France could be the first country to achieve this twice. None of their biggest rivals -- Germany, Spain, Italy -- has been able, but France will never have a better opportunity to do it than this summer. The Zinedine Zidane and Didier Deschamps generation in 1998 was great, a team built around collective spirit over individual stars, and they won the World Cup with no prolific striker and an incredible defence. In 2000, however, they were at their peak and added individual brilliance to their strength; with Thierry Henry, Nicolas Anelka, Youri Djorkaeff and David Trezeguet, they finally had a wonderful attacking line.
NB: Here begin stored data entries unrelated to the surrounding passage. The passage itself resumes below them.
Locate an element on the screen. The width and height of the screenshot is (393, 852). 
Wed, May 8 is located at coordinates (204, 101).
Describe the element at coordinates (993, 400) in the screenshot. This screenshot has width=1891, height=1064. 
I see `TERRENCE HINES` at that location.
There are many similarities with the team of 1998/2000 and this group, anchored by Antoine Griezmann, Paul Pogba and, beyond them, the Kylian Mbappe generation. Deschamps is the common thread and Les Bleus have never looked so strong.
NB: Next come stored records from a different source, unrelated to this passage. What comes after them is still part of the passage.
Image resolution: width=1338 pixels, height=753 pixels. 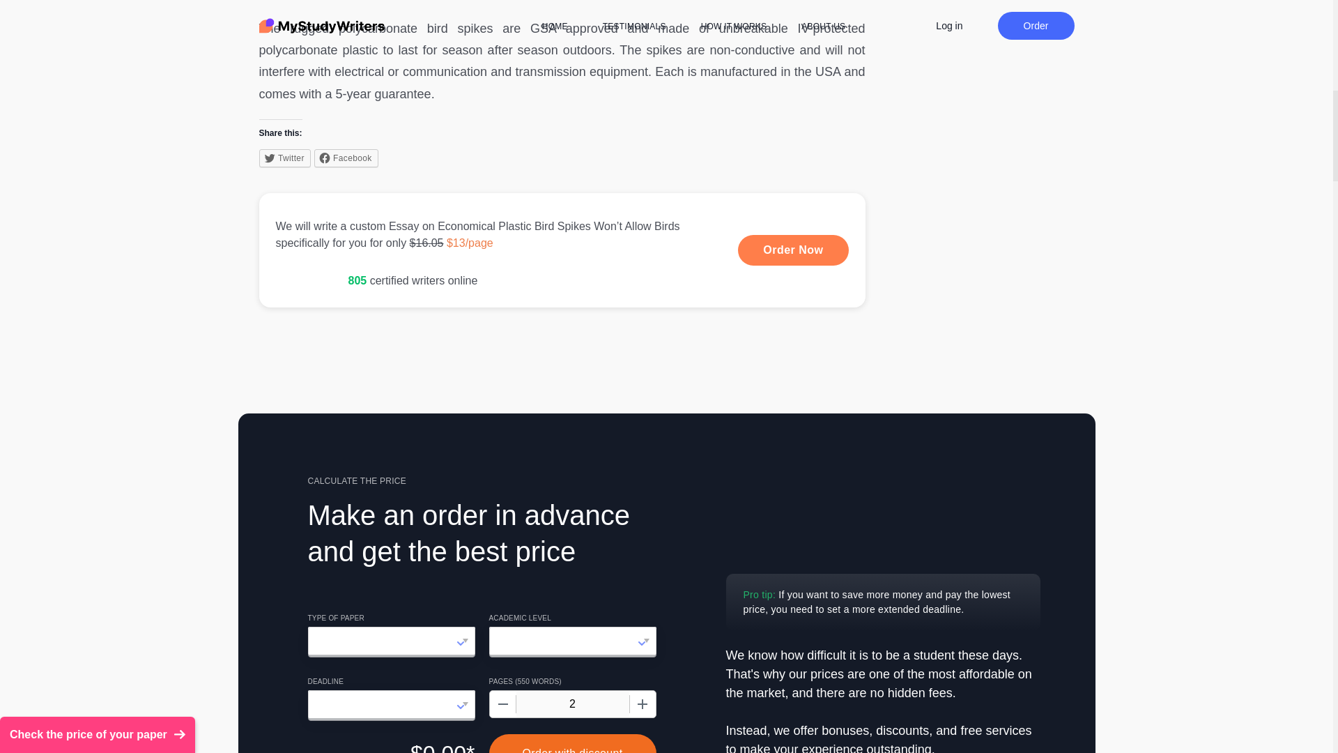 I want to click on Order with discount, so click(x=573, y=743).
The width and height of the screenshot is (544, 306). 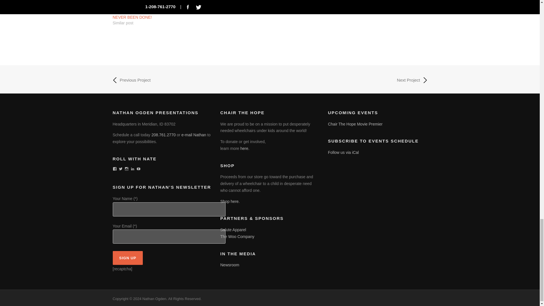 I want to click on Follow us via iCal, so click(x=343, y=153).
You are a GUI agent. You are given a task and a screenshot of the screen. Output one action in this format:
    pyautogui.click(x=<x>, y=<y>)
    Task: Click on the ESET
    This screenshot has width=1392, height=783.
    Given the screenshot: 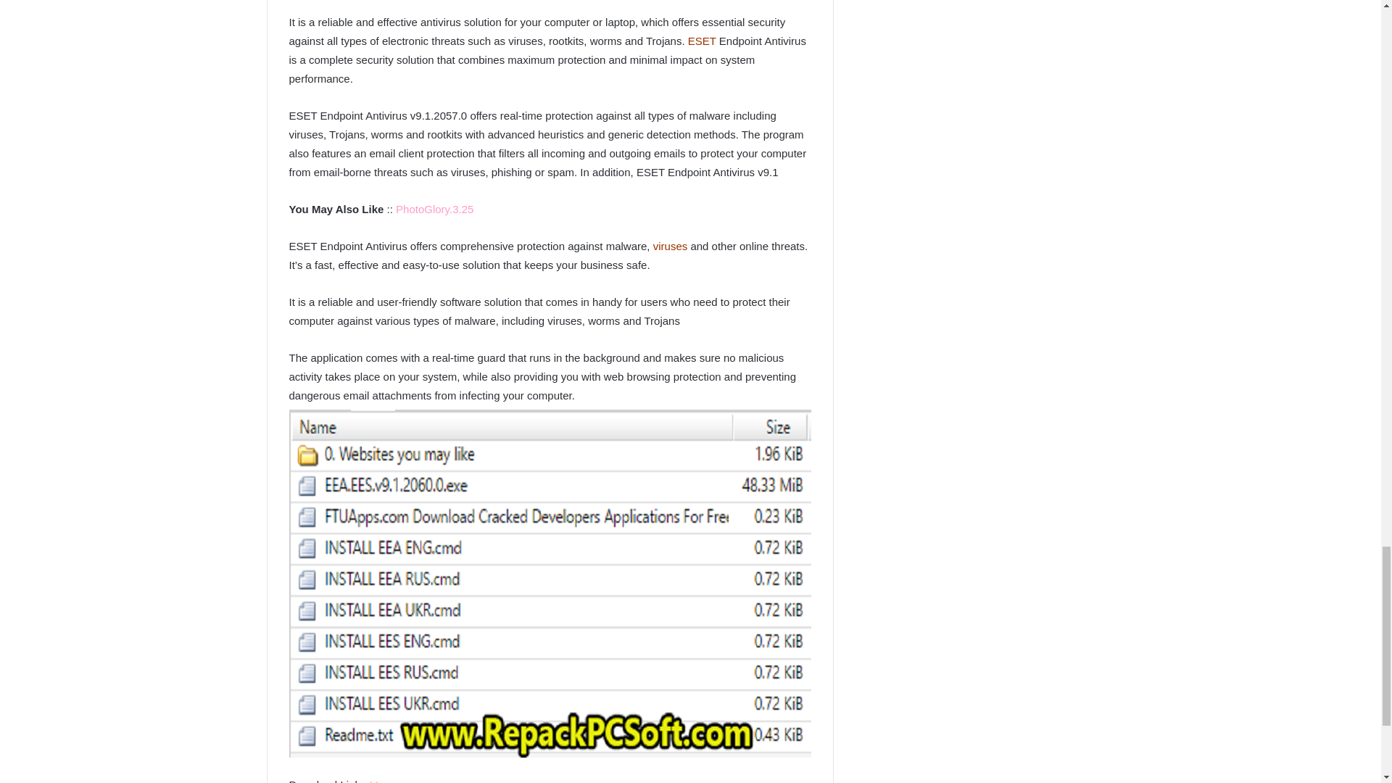 What is the action you would take?
    pyautogui.click(x=702, y=41)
This team has the DNA of its head coach, like 1998 had with Aime Jacquet, one of Deschamps' mentors. Deschamps is first and foremost a pragmatic, conservative manager. His team will defend well and be well-drilled. He is also astute. After five years and 237 days without Karim Benzema since their falling-out over the Mathieu Valbuena scandal, the France boss eventually called him back in May to make this squad even stronger. At 33, the Real Madrid striker is in the best form of his life. He's coming off another great season in Spain (23 goals, 9 assists in La Liga) and he's hungrier than ever after missing on the success of 2018 and the near-success of 2016.

No other team at the Euros has this much talent up front. There's a bit of everything: pace, efficiency, power, skills, strength, height, intelligence, nous. Mbappe is this team's Henry. Benzema plays like Anelka, a goal scorer who liked to drop deep and organise the play. Antoine Griezmann is a bit of everyone. Olivier Giroud is like Trezeguet, a poacher and a box player. Ousmane Dembele, Kingsley Coman and Wissam Ben Yedder can start or come off the bench, bringing speed, close control and more goals.

Then there's N'Golo Kante. The Champions League final Man of the Match is the best midfielder in the world heading into the Euros, and one of the best players at any position. He brings so much to this team in terms of effort, work rate and intelligence in defense or attack; his partnership with Pogba will be key for the French doing well, as it was in 2018.

In 2016, France were favourites to win the Euros, but lost to a Portugal side without Cristiano Ronaldo. In 2018, they were favourites again and won the World Cup. They are used to the pressure and to the expectations. The fact that they can make more history by doing the double-double will certainly not hamper them; if anything, it'll spur them on even more.